Decision quality is a learnable skill. Through structured thinking, mental models, and disciplined process, you can make better choices in less time with fewer regrets.
Most people do not have a decision-making process—they have a decision-making habit. And most of those habits were formed unconsciously, from imitation, emotion, and social pressure rather than deliberate design.
The cost of poor decision quality is enormous. Every day, mediocre decisions accumulate into mediocre results—not because people lack intelligence, but because they lack a structured approach.
These six principles underpin virtually every good decision making process—regardless of the domain or stakes involved.
The thinking phase and the deciding phase are distinct. Conflating them produces choices contaminated by premature conclusions.

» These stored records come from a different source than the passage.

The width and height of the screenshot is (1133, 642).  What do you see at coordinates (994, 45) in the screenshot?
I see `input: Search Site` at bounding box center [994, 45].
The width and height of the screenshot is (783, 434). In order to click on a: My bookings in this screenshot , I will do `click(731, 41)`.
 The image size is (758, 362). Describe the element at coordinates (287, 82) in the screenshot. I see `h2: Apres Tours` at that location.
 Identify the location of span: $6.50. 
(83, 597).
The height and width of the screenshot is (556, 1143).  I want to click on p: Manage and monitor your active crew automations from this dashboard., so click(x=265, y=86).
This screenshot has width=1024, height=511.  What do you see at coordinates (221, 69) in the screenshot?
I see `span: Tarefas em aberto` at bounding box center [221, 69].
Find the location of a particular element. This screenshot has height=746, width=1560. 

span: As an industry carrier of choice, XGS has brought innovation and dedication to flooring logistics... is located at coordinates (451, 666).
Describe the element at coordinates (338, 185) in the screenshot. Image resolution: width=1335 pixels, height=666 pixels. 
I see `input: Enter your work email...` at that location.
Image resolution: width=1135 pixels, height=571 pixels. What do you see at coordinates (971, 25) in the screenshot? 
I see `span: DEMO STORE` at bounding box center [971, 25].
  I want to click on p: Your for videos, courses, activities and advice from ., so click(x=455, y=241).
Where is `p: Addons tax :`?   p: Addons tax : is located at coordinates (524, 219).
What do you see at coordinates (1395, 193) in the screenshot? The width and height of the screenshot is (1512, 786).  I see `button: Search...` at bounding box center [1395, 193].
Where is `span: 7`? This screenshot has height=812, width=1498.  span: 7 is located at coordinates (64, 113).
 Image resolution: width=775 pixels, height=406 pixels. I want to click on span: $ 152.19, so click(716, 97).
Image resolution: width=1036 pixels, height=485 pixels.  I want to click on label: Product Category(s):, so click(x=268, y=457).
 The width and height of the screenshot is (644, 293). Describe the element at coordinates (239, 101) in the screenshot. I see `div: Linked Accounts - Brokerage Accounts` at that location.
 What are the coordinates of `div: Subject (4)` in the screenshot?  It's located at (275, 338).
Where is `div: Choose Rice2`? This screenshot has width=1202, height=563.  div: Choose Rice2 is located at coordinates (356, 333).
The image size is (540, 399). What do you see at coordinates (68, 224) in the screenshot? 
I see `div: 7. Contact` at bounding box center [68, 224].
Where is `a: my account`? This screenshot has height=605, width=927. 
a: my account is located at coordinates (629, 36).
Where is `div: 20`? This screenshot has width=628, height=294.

Most bad decisions are the result of solving the wrong problem clearly, rather than the right problem imprecisely.
Cognitive biases are invisible by default. The practice of naming them before deciding reduces their distorting influence significantly.
Reversible decisions deserve speed. Irreversible decisions deserve thoroughness. Most people get this backwards.
Before committing, imagine the decision has failed. What went wrong? This exercise surfaces blind spots that optimism conceals.
You cannot improve a process you do not measure. Keeping a decision journal is the fastest path to compounding decision quality.
The most consequential decisions in your life will rarely feel urgent. Train yourself to give them the depth they deserve before the moment forces your hand.— Decision Making Insight, Shepherd TV
High-stakes situations compress your thinking. Learn techniques to expand it back out when it counts most.
Reactive decisions are driven by emotion. Thoughtful decisions are driven by analysis. Here is how to shift from one to the other.
Structure is not about being rigid—it is about giving your best thinking a reliable container to operate within.